Figure i sjene (O žudnji, nasilju i svetom u dramama Jeana Geneta i Bernard-Mariea Koltesa)
Marija Paprasharovski's book Figures and Shadows deals with the plays of two prominent French writers, Jean Genet and Bernard-Marie Koltès.
We are talking about authors who have been present in the repertoire of Croatian drama theaters for several decades, their translations of the most important plays have been published, they are taught at colleges and art academies, but their dramatic oeuvre has not yet been adequately presented and evaluated in the Croatian language. Therefore, this excellent comparative study, in which the Genet-Koltès and text-performance connections are established above all, is at the same time a fundamental and pioneering scientific work.
The author convincingly proves that Genet and Koltès, with their small but extremely influential dramatic works, actually reacted to similar stimuli, dealt with similar issues and responded to similar existential, social, political and cultural questions. It also proves that their answers to these questions were different, sometimes contradictory, which is, of course, directly related to all the differences between the two of them as people and writers, and between their understanding of the function of dramatic literature and theater in contemporary society, as well as their relation to contemporary theater practice. Despite these differences and contradictions, according to the author, one can talk about a series of analogous procedures and attitudes. In both of these exceptional dramatists, she is primarily interested in the status of "desire", that is, the driving forces that their characters embody and that, by creating conflicting situations, set the dramatic action in motion; then "violence", which occurs in a wide range from verbal duels in the footsteps of French classicist drama to mutilations and murders to destructive coups; and the "holy", which most often appears thanks to actions that act like renewed or ironized rituals and stories that try to get closer to myth.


EXERCISE OBJECTIVE:
While you copy the lines below, skip the pictures and keep the rest exact.

AVAILABLE DATA:

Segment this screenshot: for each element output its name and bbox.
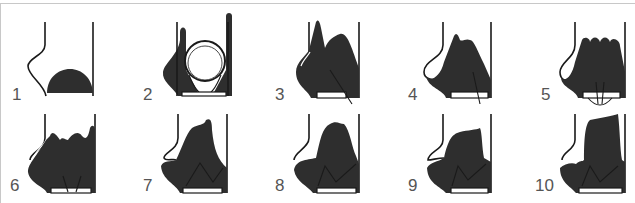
panel-label-7: 7 xyxy=(143,177,152,194)
panel-8 xyxy=(294,114,359,193)
panel-label-2: 2 xyxy=(143,86,152,103)
panel-1 xyxy=(28,22,93,96)
panel-6 xyxy=(28,114,95,193)
panel-label-5: 5 xyxy=(541,86,550,103)
panel-5 xyxy=(560,22,625,105)
panel-label-8: 8 xyxy=(275,177,284,194)
panel-label-9: 9 xyxy=(408,177,417,194)
panel-3 xyxy=(296,20,359,104)
stage-diagram: .ln { fill: none; stroke: #1a1a1a; strok… xyxy=(0,0,635,203)
panel-label-4: 4 xyxy=(408,86,417,103)
panel-10 xyxy=(560,114,625,193)
panel-4 xyxy=(424,22,491,104)
panel-label-10: 10 xyxy=(535,177,554,194)
panel-2 xyxy=(163,13,232,96)
panel-label-3: 3 xyxy=(275,86,284,103)
panel-9 xyxy=(427,114,491,193)
panel-label-1: 1 xyxy=(12,86,21,103)
panel-7 xyxy=(161,114,227,193)
panel-label-6: 6 xyxy=(10,177,19,194)
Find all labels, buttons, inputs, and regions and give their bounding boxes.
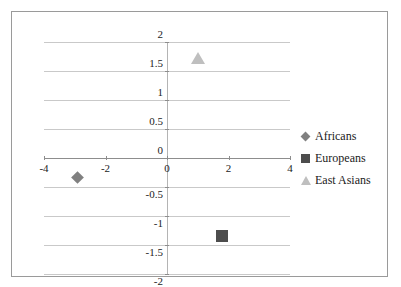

ANSWER:
Segment this screenshot: for each element output its name and bbox.
panel-label-7: 7 xyxy=(143,177,152,194)
panel-8 xyxy=(294,114,359,193)
panel-label-2: 2 xyxy=(143,86,152,103)
panel-1 xyxy=(28,22,93,96)
panel-6 xyxy=(28,114,95,193)
panel-label-5: 5 xyxy=(541,86,550,103)
panel-5 xyxy=(560,22,625,105)
panel-label-8: 8 xyxy=(275,177,284,194)
panel-label-9: 9 xyxy=(408,177,417,194)
panel-3 xyxy=(296,20,359,104)
stage-diagram: .ln { fill: none; stroke: #1a1a1a; strok… xyxy=(0,0,635,203)
panel-label-4: 4 xyxy=(408,86,417,103)
panel-10 xyxy=(560,114,625,193)
panel-4 xyxy=(424,22,491,104)
panel-label-10: 10 xyxy=(535,177,554,194)
panel-2 xyxy=(163,13,232,96)
panel-label-3: 3 xyxy=(275,86,284,103)
panel-9 xyxy=(427,114,491,193)
panel-label-1: 1 xyxy=(12,86,21,103)
panel-7 xyxy=(161,114,227,193)
panel-label-6: 6 xyxy=(10,177,19,194)
Find all labels, buttons, inputs, and regions and give their bounding boxes.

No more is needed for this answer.